My colleague Terence Corcoran once wrote about the scandal of “outsider trading”: people buying and selling stocks “untroubled by genuine information,” essentially on the basis of guesses. Professors Chen and Sacerdote’s results suggest that’s what politicians do, too.

That elected officials don’t make killings in the stock market is reassuring regarding corruption — though with congressional stock-trading now tracked maybe the seedy stuff has just moved to new domains: crypto, private investments, prediction markets, kickbacks from ballroom contracts.

But in view of the current elite craze for state-guided industrial policy, politicians’ investment ineptness is not reassuring at all. They follow the crowd in their own investing, not doing any better than the market and maybe a little worse, but they have nevertheless appointed themselves directors of the U.S. economy’s detailed evolution — and our MPs and MLAs are doing the same in this country.
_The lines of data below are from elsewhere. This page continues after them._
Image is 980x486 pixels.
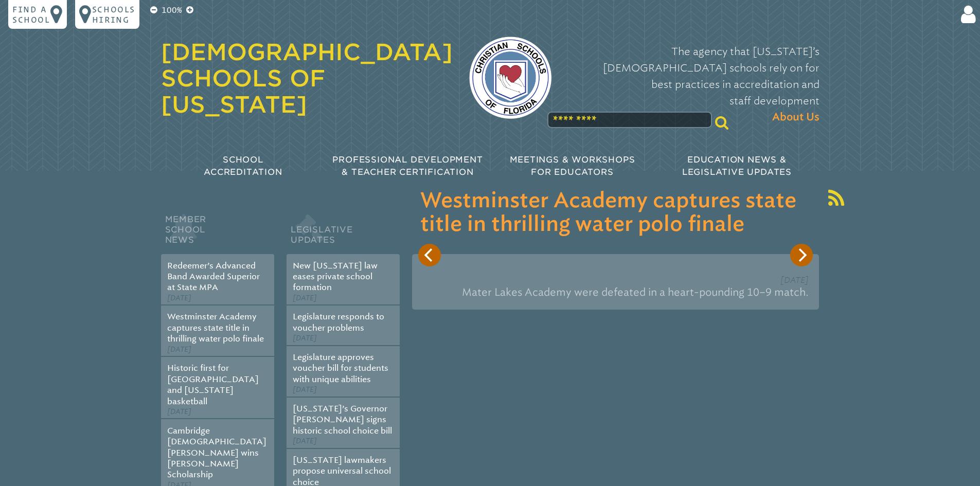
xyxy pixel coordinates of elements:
span: Meetings & Workshops for Educators [510,154,635,177]
span: School Accreditation [204,154,282,177]
a: Legislature responds to voucher problems [292,311,384,332]
p: Mater Lakes Academy were defeated in a heart-pounding 10–9 match. [422,281,808,303]
a: Historic first for [GEOGRAPHIC_DATA] and [US_STATE] basketball [167,363,259,405]
a: [US_STATE]’s Governor [PERSON_NAME] signs historic school choice bill [292,403,392,436]
h2: Member School News [161,212,274,254]
h3: Westminster Academy captures state title in thrilling water polo finale [420,189,810,237]
h2: Legislative Updates [286,212,400,254]
a: [DEMOGRAPHIC_DATA] Schools of [US_STATE] [161,38,452,118]
a: Westminster Academy captures state title in thrilling water polo finale [167,311,264,344]
span: [DATE] [167,294,191,302]
p: 100% [159,4,184,17]
span: Professional Development & Teacher Certification [332,154,482,177]
span: [DATE] [292,294,317,302]
p: The agency that [US_STATE]’s [DEMOGRAPHIC_DATA] schools rely on for best practices in accreditati... [568,43,819,125]
a: New [US_STATE] law eases private school formation [292,261,378,292]
span: [DATE] [167,407,191,416]
span: [DATE] [292,436,317,445]
img: csf-logo-web-colors.png [469,36,551,119]
p: Schools Hiring [92,4,135,25]
span: About Us [772,109,819,125]
button: Next [790,243,813,266]
a: Cambridge [DEMOGRAPHIC_DATA][PERSON_NAME] wins [PERSON_NAME] Scholarship [167,426,266,479]
span: [DATE] [292,385,317,394]
span: [DATE] [292,334,317,342]
span: [DATE] [780,275,808,285]
span: Education News & Legislative Updates [682,154,792,177]
button: Previous [418,243,441,266]
a: Redeemer’s Advanced Band Awarded Superior at State MPA [167,261,259,292]
a: Legislature approves voucher bill for students with unique abilities [292,352,388,384]
span: [DATE] [167,345,191,353]
p: Find a school [12,4,51,25]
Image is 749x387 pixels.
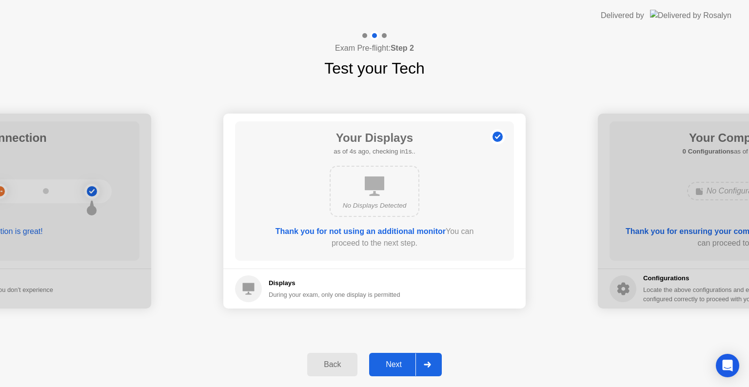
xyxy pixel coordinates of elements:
div: No Displays Detected [338,201,411,211]
h4: Exam Pre-flight: [335,42,414,54]
img: Delivered by Rosalyn [650,10,731,21]
div: Delivered by [601,10,644,21]
h1: Your Displays [334,129,415,147]
div: Open Intercom Messenger [716,354,739,377]
div: Back [310,360,355,369]
b: Step 2 [391,44,414,52]
div: You can proceed to the next step. [263,226,486,249]
button: Back [307,353,357,376]
h1: Test your Tech [324,57,425,80]
h5: Displays [269,278,400,288]
h5: as of 4s ago, checking in1s.. [334,147,415,157]
button: Next [369,353,442,376]
div: Next [372,360,415,369]
b: Thank you for not using an additional monitor [276,227,446,236]
div: During your exam, only one display is permitted [269,290,400,299]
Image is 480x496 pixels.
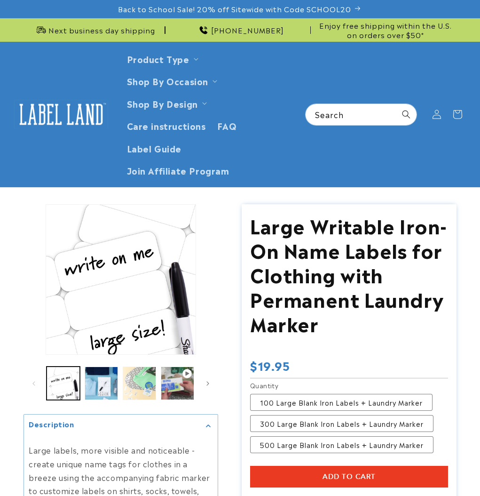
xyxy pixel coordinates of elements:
[127,165,229,175] span: Join Affiliate Program
[127,75,209,86] span: Shop By Occasion
[121,137,188,159] a: Label Guide
[250,358,290,372] span: $19.95
[24,414,218,435] summary: Description
[250,436,434,453] label: 500 Large Blank Iron Labels + Laundry Marker
[212,114,243,136] a: FAQ
[323,472,376,481] span: Add to cart
[127,97,198,110] a: Shop By Design
[197,373,218,394] button: Slide right
[48,25,155,35] span: Next business day shipping
[127,52,189,65] a: Product Type
[14,100,108,129] img: Label Land
[315,21,457,39] span: Enjoy free shipping within the U.S. on orders over $50*
[121,70,221,92] summary: Shop By Occasion
[211,25,284,35] span: [PHONE_NUMBER]
[250,380,279,390] legend: Quantity
[169,18,311,41] div: Announcement
[127,120,206,131] span: Care instructions
[217,120,237,131] span: FAQ
[121,92,211,114] summary: Shop By Design
[29,419,74,428] h2: Description
[85,366,118,400] button: Load image 2 in gallery view
[118,4,351,14] span: Back to School Sale! 20% off Sitewide with Code SCHOOL20
[47,366,80,400] button: Load image 1 in gallery view
[11,96,112,133] a: Label Land
[24,18,166,41] div: Announcement
[250,394,433,410] label: 100 Large Blank Iron Labels + Laundry Marker
[250,213,449,335] h1: Large Writable Iron-On Name Labels for Clothing with Permanent Laundry Marker
[250,465,449,487] button: Add to cart
[127,142,182,153] span: Label Guide
[123,366,156,400] button: Load image 3 in gallery view
[121,114,212,136] a: Care instructions
[396,104,417,125] button: Search
[121,47,202,70] summary: Product Type
[386,455,471,486] iframe: Gorgias live chat messenger
[121,159,235,181] a: Join Affiliate Program
[161,366,194,400] button: Play video 1 in gallery view
[24,373,44,394] button: Slide left
[315,18,457,41] div: Announcement
[250,415,434,432] label: 300 Large Blank Iron Labels + Laundry Marker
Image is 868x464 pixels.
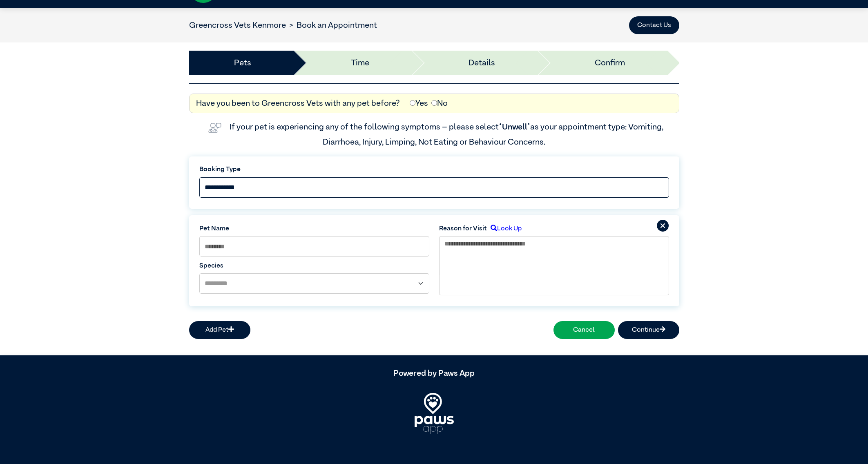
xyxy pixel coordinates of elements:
[196,97,400,110] label: Have you been to Greencross Vets with any pet before?
[199,224,429,234] label: Pet Name
[189,322,250,339] button: Add Pet
[414,393,454,434] img: PawsApp
[487,224,522,234] label: Look Up
[189,21,286,29] a: Greencross Vets Kenmore
[410,97,428,110] label: Yes
[410,100,416,106] input: Yes
[439,224,487,234] label: Reason for Visit
[553,322,615,339] button: Cancel
[189,19,377,32] nav: breadcrumb
[286,19,377,32] li: Book an Appointment
[431,97,447,110] label: No
[230,123,665,146] label: If your pet is experiencing any of the following symptoms – please select as your appointment typ...
[498,123,530,131] span: “Unwell”
[199,165,669,175] label: Booking Type
[618,322,679,339] button: Continue
[629,16,679,34] button: Contact Us
[199,261,429,270] label: Species
[234,57,251,69] a: Pets
[189,369,679,378] h5: Powered by Paws App
[431,100,437,106] input: No
[205,119,224,136] img: vet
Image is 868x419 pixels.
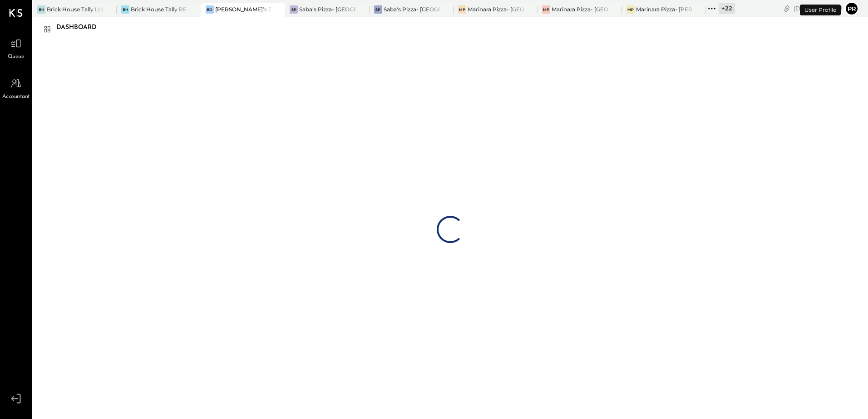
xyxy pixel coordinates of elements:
div: Brick House Tally LLC [47,6,103,13]
div: copy link [782,3,791,13]
span: Queue [7,53,25,61]
div: SP [290,6,298,14]
div: BH [121,6,130,14]
div: Marinara Pizza- [PERSON_NAME] [636,6,692,13]
div: Dashboard [56,21,106,35]
div: MP [458,6,466,14]
a: Accountant [1,75,31,101]
div: BD [205,6,214,14]
div: MP [626,6,634,14]
div: MP [542,6,550,14]
div: [DATE] [794,4,842,12]
div: Brick House Tally RE LLC [130,6,187,13]
button: Pr [845,2,859,16]
a: Queue [1,35,31,61]
div: Saba's Pizza- [GEOGRAPHIC_DATA] [384,6,440,13]
div: SP [374,6,382,14]
span: Accountant [2,93,30,101]
div: + 22 [719,2,735,14]
div: Saba's Pizza- [GEOGRAPHIC_DATA] [300,6,356,13]
div: User Profile [800,5,841,16]
div: Marinara Pizza- [GEOGRAPHIC_DATA] [468,6,524,13]
div: BH [37,6,45,14]
div: [PERSON_NAME]’s Donuts [215,6,271,13]
div: Marinara Pizza- [GEOGRAPHIC_DATA] [552,6,608,13]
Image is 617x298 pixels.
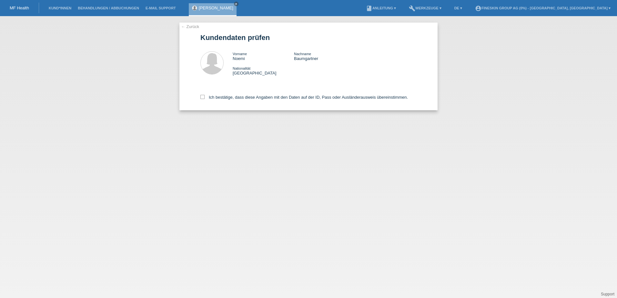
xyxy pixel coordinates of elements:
i: book [366,5,372,12]
a: account_circleFineSkin Group AG (0%) - [GEOGRAPHIC_DATA], [GEOGRAPHIC_DATA] ▾ [472,6,614,10]
a: bookAnleitung ▾ [363,6,399,10]
a: buildWerkzeuge ▾ [406,6,445,10]
a: MF Health [10,5,29,10]
div: Baumgartner [294,51,355,61]
a: DE ▾ [451,6,465,10]
a: close [234,2,238,6]
a: [PERSON_NAME] [199,5,233,10]
div: [GEOGRAPHIC_DATA] [233,66,294,76]
div: Noemi [233,51,294,61]
span: Nachname [294,52,311,56]
i: account_circle [475,5,481,12]
span: Nationalität [233,66,250,70]
a: E-Mail Support [142,6,179,10]
label: Ich bestätige, dass diese Angaben mit den Daten auf der ID, Pass oder Ausländerausweis übereinsti... [200,95,408,100]
a: Support [601,292,614,297]
a: ← Zurück [181,24,199,29]
i: close [235,2,238,5]
a: Behandlungen / Abbuchungen [75,6,142,10]
a: Kund*innen [45,6,75,10]
h1: Kundendaten prüfen [200,34,417,42]
span: Vorname [233,52,247,56]
i: build [409,5,415,12]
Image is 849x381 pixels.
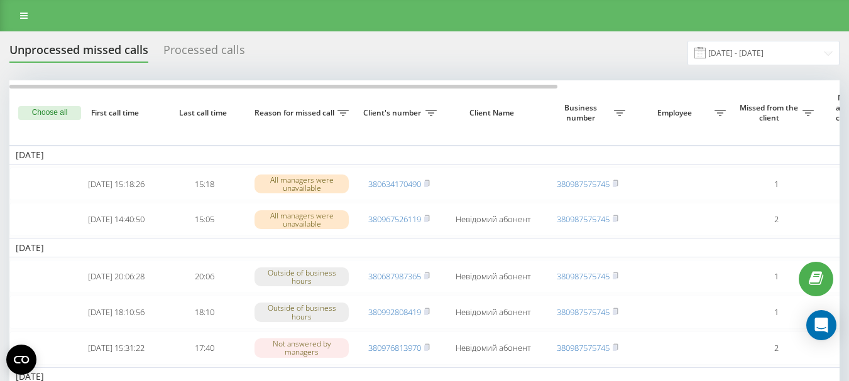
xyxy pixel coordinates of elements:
div: Unprocessed missed calls [9,43,148,63]
td: Невідомий абонент [443,296,543,329]
td: [DATE] 14:40:50 [72,203,160,236]
td: 20:06 [160,260,248,293]
a: 380987575745 [557,271,609,282]
span: Employee [638,108,714,118]
a: 380987575745 [557,307,609,318]
a: 380634170490 [368,178,421,190]
a: 380987575745 [557,342,609,354]
td: [DATE] 15:18:26 [72,168,160,201]
td: [DATE] 20:06:28 [72,260,160,293]
td: 1 [732,168,820,201]
span: Last call time [170,108,238,118]
a: 380987575745 [557,214,609,225]
div: Open Intercom Messenger [806,310,836,340]
td: 2 [732,203,820,236]
td: Невідомий абонент [443,203,543,236]
span: Reason for missed call [254,108,337,118]
a: 380992808419 [368,307,421,318]
div: Outside of business hours [254,303,349,322]
td: [DATE] 18:10:56 [72,296,160,329]
td: Невідомий абонент [443,260,543,293]
span: First call time [82,108,150,118]
a: 380976813970 [368,342,421,354]
td: 2 [732,332,820,365]
a: 380687987365 [368,271,421,282]
div: Not answered by managers [254,339,349,357]
td: 17:40 [160,332,248,365]
span: Client's number [361,108,425,118]
button: Choose all [18,106,81,120]
span: Client Name [454,108,533,118]
a: 380967526119 [368,214,421,225]
div: All managers were unavailable [254,210,349,229]
td: 15:18 [160,168,248,201]
a: 380987575745 [557,178,609,190]
div: All managers were unavailable [254,175,349,193]
td: [DATE] 15:31:22 [72,332,160,365]
td: Невідомий абонент [443,332,543,365]
td: 15:05 [160,203,248,236]
div: Outside of business hours [254,268,349,286]
span: Missed from the client [738,103,802,122]
span: Business number [550,103,614,122]
td: 18:10 [160,296,248,329]
div: Processed calls [163,43,245,63]
button: Open CMP widget [6,345,36,375]
td: 1 [732,260,820,293]
td: 1 [732,296,820,329]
Bumbling investors themselves, they commandeer truckloads of taxpayer money to place bets on what they have somehow for some reason convinced themselves are the linchpin industries of the future. If they were all Warren Buffetts in their own investing, maybe we would take their enthusiasms seriously (though Buffett himself, ever wise, would advise against that). But they clearly have no greater insight into the shape of the future than anyone else. If they want to play the stock market on their own dime, fine. But hands off our money.